WHAT YOU SHOULD DO: All lines from the one that contains "Identify the location of window-controls: —" to the end of the data must be retyped exactly. Pictures are not retyped.

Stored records
******************************

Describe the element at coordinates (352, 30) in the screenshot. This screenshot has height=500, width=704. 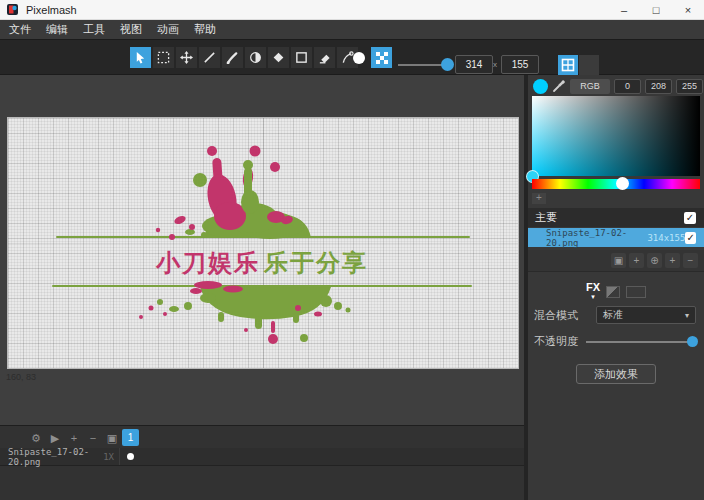
I see `menubar: 文件 编辑 工具 视图 动画 帮助` at that location.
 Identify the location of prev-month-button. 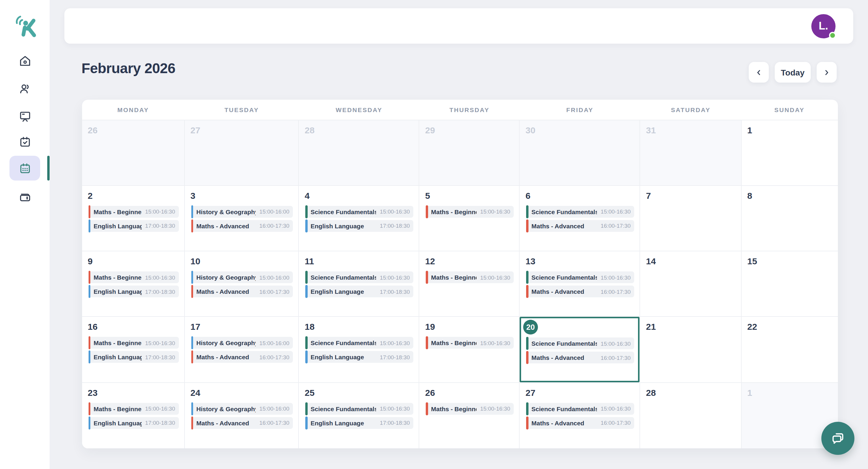
(759, 72).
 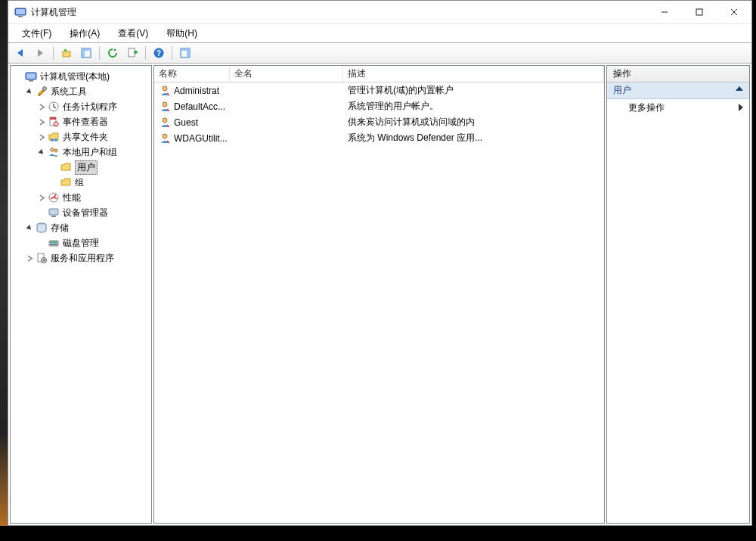 I want to click on toolbar: ?, so click(x=380, y=53).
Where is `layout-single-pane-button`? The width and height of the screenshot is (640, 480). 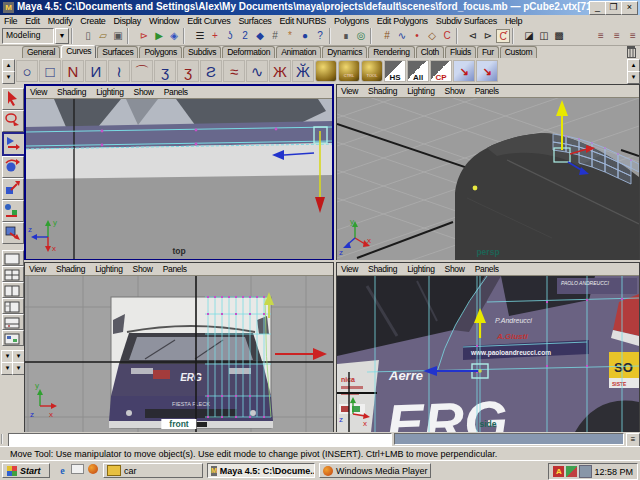
layout-single-pane-button is located at coordinates (13, 258).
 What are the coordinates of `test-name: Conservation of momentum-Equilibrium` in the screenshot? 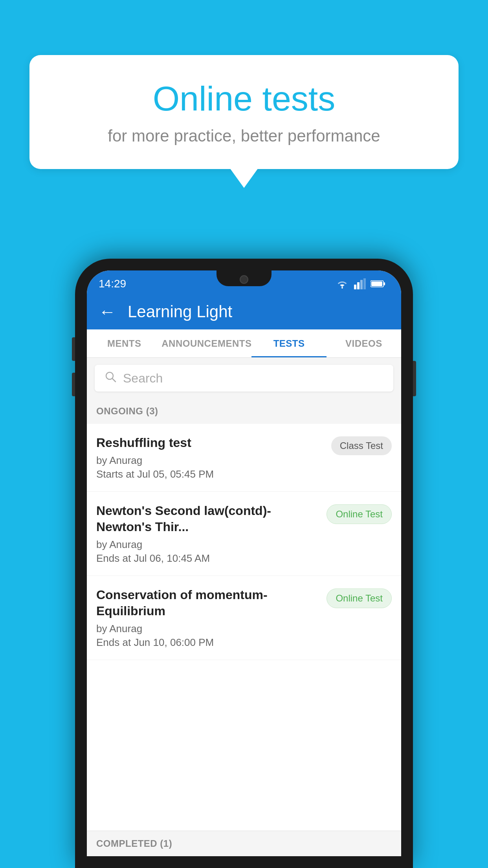 It's located at (207, 603).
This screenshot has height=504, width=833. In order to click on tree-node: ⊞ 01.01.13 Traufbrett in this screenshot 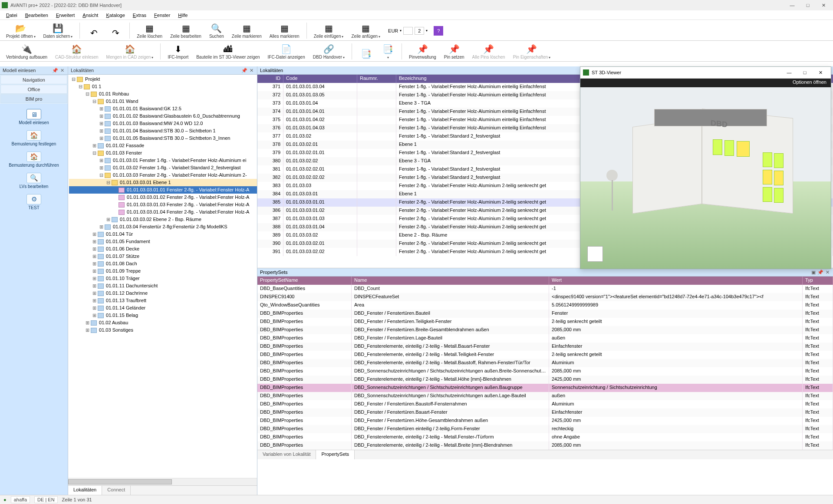, I will do `click(163, 300)`.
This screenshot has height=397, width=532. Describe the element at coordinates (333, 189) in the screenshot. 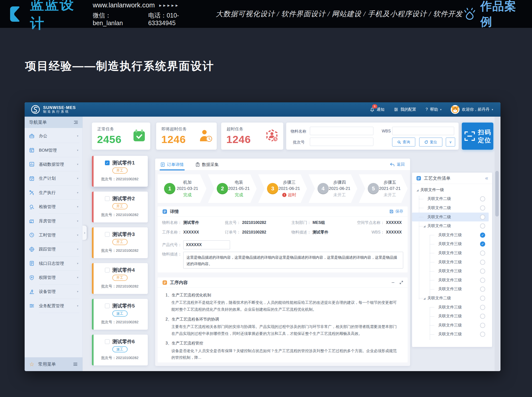

I see `step-4: 4 步骤四 2021-06-21 未开工` at that location.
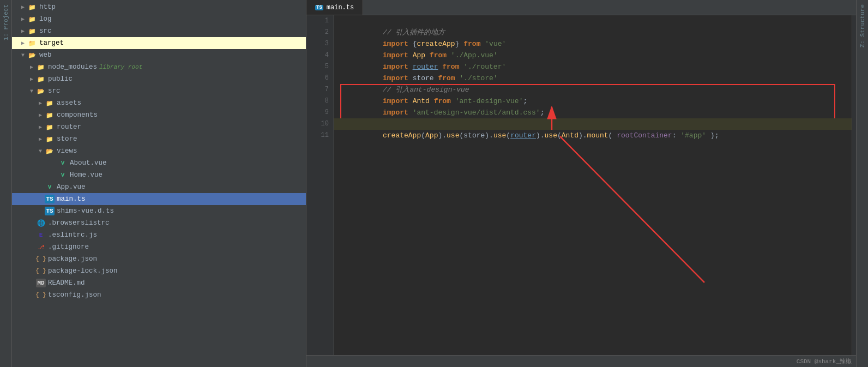 Image resolution: width=868 pixels, height=367 pixels. I want to click on tree-arrow-components: ▶, so click(40, 115).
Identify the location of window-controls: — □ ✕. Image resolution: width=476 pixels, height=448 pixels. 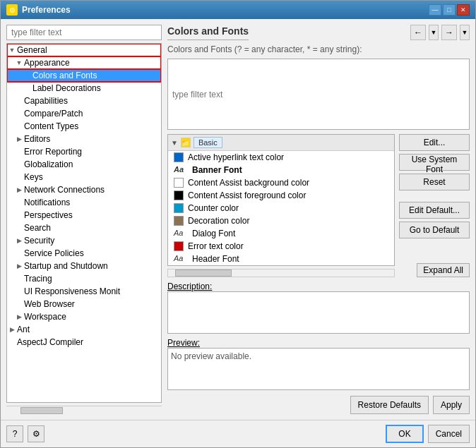
(449, 10).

******************************

TASK OUTPUT:
Identify the location of window-controls: — □ ✕. Image resolution: width=476 pixels, height=448 pixels. 
(449, 10).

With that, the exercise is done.